CDC director Rochelle Walensky sat down for a 10-minute interview with CNN’s Jake Tapper that is well worth your time. In case you do not have time, we can sum things up for you quite nicely. Tapper believes that the children need to be back in school immediately. He views the current situation as a major crisis that needs to be addressed.
As for Walensky? She is not on board with this idea. The teachers’ unions have control of the Biden White House and they are not going to be letting to go anytime soon. Wait until you see what she had to say about this current discussion.
“One of the things that’s really been emphasized in the school reopening is how unsafe some of our school ventilations are,” Walensky said on “Fox News Sunday.”
In addition to worsening the risk of coronavirus, she said, “that’s a problem for other respiratory viruses, for children with asthma, for exposure to mold … there’s a lot of work we need to do in order to get our schools to a safer environment.”
Apparently, we now have to keep the children at home because they are going to be exposed to mold. This does not make any sense. If the schools were filled with mold before, shouldn’t this have been taken care of long before now?
School systems all over the country need to be on high alert because there are a number of class-action lawsuits that could be filed during the weeks to come.
Walensky also seems to agree with Tapper about the mental and psychological toll that the pandemic has taken on children that are not able to go to school. Of course, there is nothing to be done about this issue. All Walensky can do in this situation is nod along with Tapper and hope for the best.
This describes the far left’s mentality about the pandemic in general.
We cannot resume our normal lives until we reach some level of safety that they are unable to even define. It’s all so vague and that’s why people are getting frustrated.
The @politicalmath Twitter account shared an image that puts the conversation into perspective, though. They provided an image that jibes with the CDC’s objectives of having low transmissions before reopening.
This is an image of all 50 states COVID numbers from June to September
Blue means they meet the CDC’s “low transmission” target for full in-person schooling with sports
The states with ANY blue at all are MI, WY, WV, MT, OR, VT, AK, and HI pic.twitter.com/jjuCp3MeZH
— PoliMath (@politicalmath) February 14, 2021
Most states are in the red zone and very few states would be ready to reopen at the moment. Of course, the liberals will say that this means schools need to stay closed. Those who are a bit more rational are going to point out the obvious: teachers are at risk of exposing themselves to the virus whether they are in the classroom or not.
The New York Times recently interviewed a number of pediatric disease experts and their outlook is much sunnier than the CDC’s.
“Depending on various metrics, between 48 percent and 72 percent say the extent of virus spread in a community is not an important indicator of whether schools should be open, even though many districts still rely on those metrics. Schools should close only when there are Covid-19 cases in the school itself, most said.
“’There is no situation in which schools can’t be open unless they have evidence of in-school transmission,’ said Dr. David Rosen, an assistant professor of pediatric infectious diseases at Washington University in St. Louis.
“The risks of being out of school were far greater, many of the experts said. ‘The mental health crisis caused by school closing will be a worse pandemic than Covid,’ said Dr. Uzma Hasan, division chief of pediatric infectious diseases at RWJBarnabas Health in New Jersey,” the Times reports.
Tapper even admits to being discouraged by Walensky because the safety bar that she is setting is so high.
Teachers at high risk for Covid-19 should have options for virtual learning, CDC chief Dr. Rochelle Walensky says following the agency’s updated guidance for reopening schools #CNNSOTU https://t.co/GORbZU7gPv pic.twitter.com/t7b5LEzNeG
— State of the Union (@CNNSotu) February 14, 2021
If we had to guess, hybrid learning is going to be the way that we go in the months to come. By the time falls rolls around, we may be able to return to normalcy but that depends on the vaccine roll out and the spread of the variants.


**Requirement**
Copy out all the lines of the data precisely, omitting any pictures.

**Data supplied**
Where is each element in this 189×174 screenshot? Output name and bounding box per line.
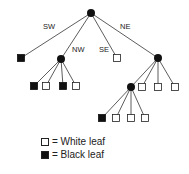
legend-black: = Black leaf — [41, 150, 104, 160]
quadtree-diagram: SW NW SE NE — [0, 0, 189, 174]
label-sw: SW — [43, 22, 56, 31]
black-leaf-sw — [18, 55, 25, 62]
black-leaf-ne1-1 — [99, 115, 106, 122]
white-leaf-nw-4 — [73, 83, 80, 90]
white-leaf-ne1-2 — [113, 115, 120, 122]
edge-nw-4 — [61, 59, 76, 86]
legend-black-label: = Black leaf — [52, 150, 104, 160]
white-leaf-nw-2 — [43, 83, 50, 90]
edge-ne-4 — [158, 58, 175, 87]
white-square-icon — [41, 138, 49, 146]
legend-white: = White leaf — [41, 137, 105, 147]
white-leaf-ne-3 — [155, 84, 162, 91]
root-node — [87, 9, 95, 17]
edge-nw-1 — [34, 59, 61, 86]
edge-ne1-4 — [131, 87, 145, 118]
white-leaf-ne1-4 — [142, 115, 149, 122]
white-leaf-ne-2 — [139, 84, 146, 91]
legend-white-label: = White leaf — [52, 137, 105, 147]
internal-node-ne1 — [127, 83, 135, 91]
black-leaf-nw-3 — [60, 83, 67, 90]
edge-ne1-1 — [102, 87, 131, 118]
edge-labels: SW NW SE NE — [43, 22, 130, 54]
internal-node-nw — [57, 55, 65, 63]
edge-nw-2 — [46, 59, 61, 86]
edge-nw-3 — [61, 59, 63, 86]
edge-ne1-2 — [116, 87, 131, 118]
label-ne: NE — [120, 22, 130, 31]
white-leaf-se — [114, 55, 121, 62]
internal-node-ne — [154, 54, 162, 62]
white-leaf-ne-4 — [172, 84, 179, 91]
black-leaf-nw-1 — [31, 83, 38, 90]
white-leaf-ne1-3 — [128, 115, 135, 122]
black-square-icon — [41, 151, 49, 159]
label-se: SE — [99, 45, 109, 54]
label-nw: NW — [72, 45, 85, 54]
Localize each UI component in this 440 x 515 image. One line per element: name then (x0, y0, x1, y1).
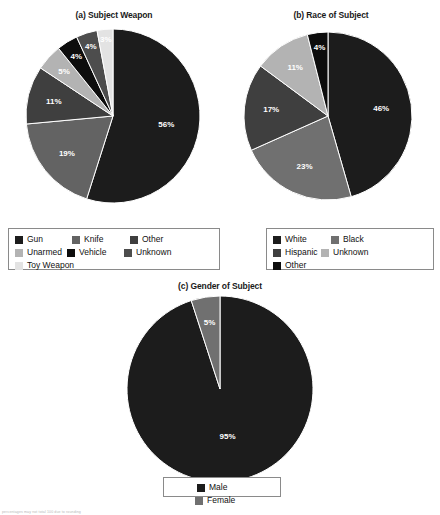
pie-slice-label-hispanic: 17% (263, 105, 279, 114)
pie-slice-label-toy-weapon: 3% (100, 35, 112, 44)
legend-b: WhiteBlackHispanicUnknownOther (266, 228, 434, 270)
legend-swatch-icon (15, 249, 23, 257)
legend-swatch-icon (273, 249, 281, 257)
pie-slice-label-other: 11% (46, 97, 62, 106)
pie-slice-label-knife: 19% (59, 149, 75, 158)
legend-swatch-icon (195, 497, 203, 505)
legend-item-other[interactable]: Other (273, 260, 325, 271)
legend-item-white[interactable]: White (273, 234, 331, 245)
legend-swatch-icon (197, 484, 205, 492)
legend-item-vehicle[interactable]: Vehicle (67, 247, 124, 258)
legend-item-black[interactable]: Black (331, 234, 383, 245)
legend-item-knife[interactable]: Knife (72, 234, 130, 245)
chart-panel-gender-of-subject: (c) Gender of Subject 95%5% MaleFemale (104, 281, 336, 507)
legend-c: MaleFemale (163, 477, 281, 497)
pie-slice-label-unarmed: 5% (58, 67, 70, 76)
pie-slice-label-male: 95% (220, 432, 236, 441)
pie-slice-label-female: 5% (204, 318, 216, 327)
pie-slice-label-unknown: 4% (85, 42, 97, 51)
legend-label: Toy Weapon (27, 260, 74, 271)
legend-swatch-icon (273, 236, 281, 244)
legend-label: Male (209, 482, 227, 493)
legend-swatch-icon (321, 249, 329, 257)
legend-label: Unarmed (27, 247, 62, 258)
legend-item-unarmed[interactable]: Unarmed (15, 247, 67, 258)
pie-chart-b: 46%23%17%11%4% (228, 23, 434, 209)
pie-chart-a: 56%19%11%5%4%4%3% (8, 23, 220, 209)
pie-chart-c: 95%5% (104, 295, 336, 483)
legend-swatch-icon (331, 236, 339, 244)
legend-label: Black (343, 234, 364, 245)
legend-item-male[interactable]: Male (197, 482, 247, 493)
legend-label: Female (207, 495, 235, 506)
legend-swatch-icon (124, 249, 132, 257)
legend-label: Unknown (136, 247, 171, 258)
legend-swatch-icon (72, 236, 80, 244)
legend-swatch-icon (15, 236, 23, 244)
pie-svg-a: 56%19%11%5%4%4%3% (8, 23, 220, 209)
legend-item-unknown[interactable]: Unknown (124, 247, 182, 258)
legend-item-toy-weapon[interactable]: Toy Weapon (15, 260, 68, 271)
pie-slice-label-unknown: 11% (287, 63, 303, 72)
legend-a: GunKnifeOtherUnarmedVehicleUnknownToy We… (8, 228, 220, 270)
legend-swatch-icon (67, 249, 75, 257)
legend-label: White (285, 234, 307, 245)
chart-panel-race-of-subject: (b) Race of Subject 46%23%17%11%4% White… (228, 10, 434, 272)
legend-item-hispanic[interactable]: Hispanic (273, 247, 321, 258)
pie-slice-label-gun: 56% (158, 120, 174, 129)
legend-label: Hispanic (285, 247, 318, 258)
chart-title-b: (b) Race of Subject (228, 10, 434, 20)
legend-label: Gun (27, 234, 43, 245)
legend-swatch-icon (273, 262, 281, 270)
legend-label: Knife (84, 234, 103, 245)
legend-swatch-icon (15, 262, 23, 270)
pie-slice-label-white: 46% (373, 104, 389, 113)
pie-slice-label-black: 23% (297, 162, 313, 171)
figure-footnote: percentages may not total 100 due to rou… (2, 510, 81, 514)
legend-swatch-icon (130, 236, 138, 244)
pie-slice-label-other: 4% (314, 43, 326, 52)
chart-title-a: (a) Subject Weapon (8, 10, 220, 20)
legend-item-gun[interactable]: Gun (15, 234, 72, 245)
pie-slice-label-vehicle: 4% (71, 52, 83, 61)
legend-label: Vehicle (79, 247, 106, 258)
chart-panel-subject-weapon: (a) Subject Weapon 56%19%11%5%4%4%3% Gun… (8, 10, 220, 272)
legend-item-unknown[interactable]: Unknown (321, 247, 379, 258)
legend-label: Other (285, 260, 306, 271)
legend-label: Unknown (333, 247, 368, 258)
chart-title-c: (c) Gender of Subject (104, 281, 336, 291)
legend-item-other[interactable]: Other (130, 234, 183, 245)
legend-item-female[interactable]: Female (195, 495, 249, 506)
pie-svg-b: 46%23%17%11%4% (228, 23, 434, 209)
pie-svg-c: 95%5% (104, 295, 336, 483)
legend-label: Other (142, 234, 163, 245)
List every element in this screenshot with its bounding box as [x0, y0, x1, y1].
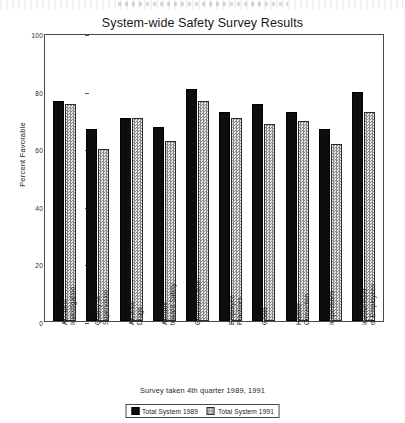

**Task answer**
Where is each element in this 189×174 screenshot? Output name and bounding box per line.
legend-black: = Black leaf — [41, 150, 104, 160]
quadtree-diagram: SW NW SE NE — [0, 0, 189, 174]
label-sw: SW — [43, 22, 56, 31]
black-leaf-sw — [18, 55, 25, 62]
black-leaf-ne1-1 — [99, 115, 106, 122]
white-leaf-nw-4 — [73, 83, 80, 90]
white-leaf-ne1-2 — [113, 115, 120, 122]
edge-nw-4 — [61, 59, 76, 86]
legend-black-label: = Black leaf — [52, 150, 104, 160]
white-leaf-nw-2 — [43, 83, 50, 90]
edge-ne-4 — [158, 58, 175, 87]
white-square-icon — [41, 138, 49, 146]
legend-white: = White leaf — [41, 137, 105, 147]
white-leaf-ne-3 — [155, 84, 162, 91]
root-node — [87, 9, 95, 17]
edge-nw-1 — [34, 59, 61, 86]
edge-ne1-4 — [131, 87, 145, 118]
white-leaf-ne1-4 — [142, 115, 149, 122]
white-leaf-ne-2 — [139, 84, 146, 91]
legend-white-label: = White leaf — [52, 137, 105, 147]
internal-node-ne1 — [127, 83, 135, 91]
black-leaf-nw-3 — [60, 83, 67, 90]
edge-ne1-1 — [102, 87, 131, 118]
edge-labels: SW NW SE NE — [43, 22, 130, 54]
internal-node-nw — [57, 55, 65, 63]
edge-nw-2 — [46, 59, 61, 86]
edge-nw-3 — [61, 59, 63, 86]
edge-ne1-2 — [116, 87, 131, 118]
label-ne: NE — [120, 22, 130, 31]
white-leaf-se — [114, 55, 121, 62]
internal-node-ne — [154, 54, 162, 62]
white-leaf-ne-4 — [172, 84, 179, 91]
black-leaf-nw-1 — [31, 83, 38, 90]
white-leaf-ne1-3 — [128, 115, 135, 122]
black-square-icon — [41, 151, 49, 159]
label-se: SE — [99, 45, 109, 54]
label-nw: NW — [72, 45, 85, 54]
Localize each UI component in this 440 x 515 image. One line per element: name then (x0, y0, x1, y1).
pie-slice-label-hispanic: 17% (263, 105, 279, 114)
pie-slice-label-toy-weapon: 3% (100, 35, 112, 44)
legend-b: WhiteBlackHispanicUnknownOther (266, 228, 434, 270)
legend-swatch-icon (15, 249, 23, 257)
legend-swatch-icon (273, 249, 281, 257)
pie-slice-label-other: 11% (46, 97, 62, 106)
pie-slice-label-knife: 19% (59, 149, 75, 158)
legend-swatch-icon (195, 497, 203, 505)
legend-item-other[interactable]: Other (273, 260, 325, 271)
legend-item-white[interactable]: White (273, 234, 331, 245)
legend-swatch-icon (197, 484, 205, 492)
legend-item-vehicle[interactable]: Vehicle (67, 247, 124, 258)
legend-item-black[interactable]: Black (331, 234, 383, 245)
legend-item-knife[interactable]: Knife (72, 234, 130, 245)
chart-panel-gender-of-subject: (c) Gender of Subject 95%5% MaleFemale (104, 281, 336, 507)
legend-c: MaleFemale (163, 477, 281, 497)
pie-slice-label-unarmed: 5% (58, 67, 70, 76)
pie-slice-label-male: 95% (220, 432, 236, 441)
pie-slice-label-female: 5% (204, 318, 216, 327)
pie-slice-label-unknown: 4% (85, 42, 97, 51)
legend-label: Toy Weapon (27, 260, 74, 271)
legend-swatch-icon (273, 236, 281, 244)
legend-label: Male (209, 482, 227, 493)
legend-swatch-icon (321, 249, 329, 257)
legend-label: Unarmed (27, 247, 62, 258)
legend-item-unarmed[interactable]: Unarmed (15, 247, 67, 258)
pie-chart-b: 46%23%17%11%4% (228, 23, 434, 209)
pie-chart-a: 56%19%11%5%4%4%3% (8, 23, 220, 209)
pie-chart-c: 95%5% (104, 295, 336, 483)
legend-swatch-icon (331, 236, 339, 244)
legend-label: Black (343, 234, 364, 245)
legend-item-male[interactable]: Male (197, 482, 247, 493)
legend-label: Female (207, 495, 235, 506)
legend-swatch-icon (124, 249, 132, 257)
legend-label: Unknown (136, 247, 171, 258)
legend-swatch-icon (72, 236, 80, 244)
legend-swatch-icon (15, 236, 23, 244)
pie-svg-a: 56%19%11%5%4%4%3% (8, 23, 220, 209)
legend-item-unknown[interactable]: Unknown (124, 247, 182, 258)
legend-item-toy-weapon[interactable]: Toy Weapon (15, 260, 68, 271)
pie-slice-label-unknown: 11% (287, 63, 303, 72)
legend-a: GunKnifeOtherUnarmedVehicleUnknownToy We… (8, 228, 220, 270)
legend-swatch-icon (67, 249, 75, 257)
legend-label: White (285, 234, 307, 245)
chart-panel-race-of-subject: (b) Race of Subject 46%23%17%11%4% White… (228, 10, 434, 272)
legend-item-hispanic[interactable]: Hispanic (273, 247, 321, 258)
pie-slice-label-gun: 56% (158, 120, 174, 129)
legend-label: Hispanic (285, 247, 318, 258)
chart-title-b: (b) Race of Subject (228, 10, 434, 20)
legend-label: Gun (27, 234, 43, 245)
legend-swatch-icon (273, 262, 281, 270)
legend-label: Knife (84, 234, 103, 245)
legend-swatch-icon (15, 262, 23, 270)
pie-slice-label-white: 46% (373, 104, 389, 113)
pie-slice-label-black: 23% (297, 162, 313, 171)
figure-footnote: percentages may not total 100 due to rou… (2, 510, 81, 514)
legend-swatch-icon (130, 236, 138, 244)
pie-slice-label-other: 4% (314, 43, 326, 52)
chart-title-a: (a) Subject Weapon (8, 10, 220, 20)
legend-item-gun[interactable]: Gun (15, 234, 72, 245)
pie-slice-label-vehicle: 4% (71, 52, 83, 61)
legend-label: Vehicle (79, 247, 106, 258)
chart-panel-subject-weapon: (a) Subject Weapon 56%19%11%5%4%4%3% Gun… (8, 10, 220, 272)
legend-item-unknown[interactable]: Unknown (321, 247, 379, 258)
legend-label: Other (285, 260, 306, 271)
legend-label: Unknown (333, 247, 368, 258)
chart-title-c: (c) Gender of Subject (104, 281, 336, 291)
legend-item-other[interactable]: Other (130, 234, 183, 245)
legend-item-female[interactable]: Female (195, 495, 249, 506)
pie-svg-b: 46%23%17%11%4% (228, 23, 434, 209)
pie-svg-c: 95%5% (104, 295, 336, 483)
legend-label: Other (142, 234, 163, 245)
List every element in this screenshot with its bounding box as [x0, y0, x1, y1].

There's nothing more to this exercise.